Background
John Lafayette Camp was born on September 23, 1855 at Gilmer, Upshur County, Texas, United States; the son of John Lafayette Camp, and Mary Ann (Ward) Camp.
John Lafayette Camp was born on September 23, 1855 at Gilmer, Upshur County, Texas, United States; the son of John Lafayette Camp, and Mary Ann (Ward) Camp.
Camp served a term in the state senate, 1887-91 and then moved to San Antonio, where he practised law for six years. In 1897 he was appointed, by Gov. Culberson, judge of the forty-fifth district court.
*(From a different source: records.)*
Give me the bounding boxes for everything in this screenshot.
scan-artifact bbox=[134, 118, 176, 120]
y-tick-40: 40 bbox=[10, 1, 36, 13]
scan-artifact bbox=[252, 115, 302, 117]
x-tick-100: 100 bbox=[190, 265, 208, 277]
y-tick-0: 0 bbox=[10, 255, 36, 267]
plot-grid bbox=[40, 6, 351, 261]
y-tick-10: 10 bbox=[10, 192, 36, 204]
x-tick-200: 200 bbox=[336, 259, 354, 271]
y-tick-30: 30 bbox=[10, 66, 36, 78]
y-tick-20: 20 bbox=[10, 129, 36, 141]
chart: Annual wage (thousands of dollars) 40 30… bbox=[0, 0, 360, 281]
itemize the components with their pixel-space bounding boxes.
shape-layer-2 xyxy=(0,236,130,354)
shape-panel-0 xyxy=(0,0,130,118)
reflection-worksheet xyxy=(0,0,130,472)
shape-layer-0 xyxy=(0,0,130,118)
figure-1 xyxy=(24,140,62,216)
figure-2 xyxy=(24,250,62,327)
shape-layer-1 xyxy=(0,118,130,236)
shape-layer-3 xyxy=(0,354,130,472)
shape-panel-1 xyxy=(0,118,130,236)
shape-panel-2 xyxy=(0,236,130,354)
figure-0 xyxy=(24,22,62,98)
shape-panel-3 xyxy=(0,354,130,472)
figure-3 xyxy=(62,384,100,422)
In 1912 he was instrumental in preserving the Alamo, shrine of Texas liberty, as it stands to-day. A state law of 1905 had given the "care and custody" of the Alamo property to the Daughters of the Republic. But at the suggestion of Gov. Colquitt in 1912 the legislature appropriated $5, 000 to "improve" the Alamo. When the work of dismantling began, and it became known that the governor planned to make the Alamo grounds into a state park, the Daughters of the Republic appealed to Camp. A temporary and then a permanent injunction halted the work of dismantling the building. Camp held that the act of 1912 did not repeal that of 1905, that the superintendent of public buildings and grounds was given the direction of expenditure but not the power to dismantle the property, and that the Alamo was still in charge of the Daughters of the Republic of Texas. The Governor appealed to the higher courts; but the Alamo still stands. Camp was appointed, by President Wilson, United States district attorney for the western district of Texas, which takes in the border. The position is an important one at any time; it was particularly so during Camp's incumbency. He secured the evidence which led to the arrest of Victoriano Huerta, former president of Mexico, on June 27, 1915, at Newman, New Mexico, charged with violating the United States neutrality laws in organizing a prospective military expedition against Mexico. Huerta was released under bond, but, when additional evidence was secured by Camp, he was rearrested on July 3 and was kept under guard at Fort Bliss until his death six months later. On the retirement of Judge Maxey from the bench of the western district of Texas, Camp had the unanimous indorsement of the eighteen Texas congressmen, the two United States senators from Texas, and the attorney-general for the position of federal judge. But President Wilson had decided that no man who had reached the age of sixty should be appointed as federal judge, and Camp was a few months over that age. He accepted a second appointment as federal district attorney, and filled that office creditably during the war.
In 1881 he married Lamartine Felder, daughter of Dr. J. L. Felder, a well-known physician of Leesburg, Texas.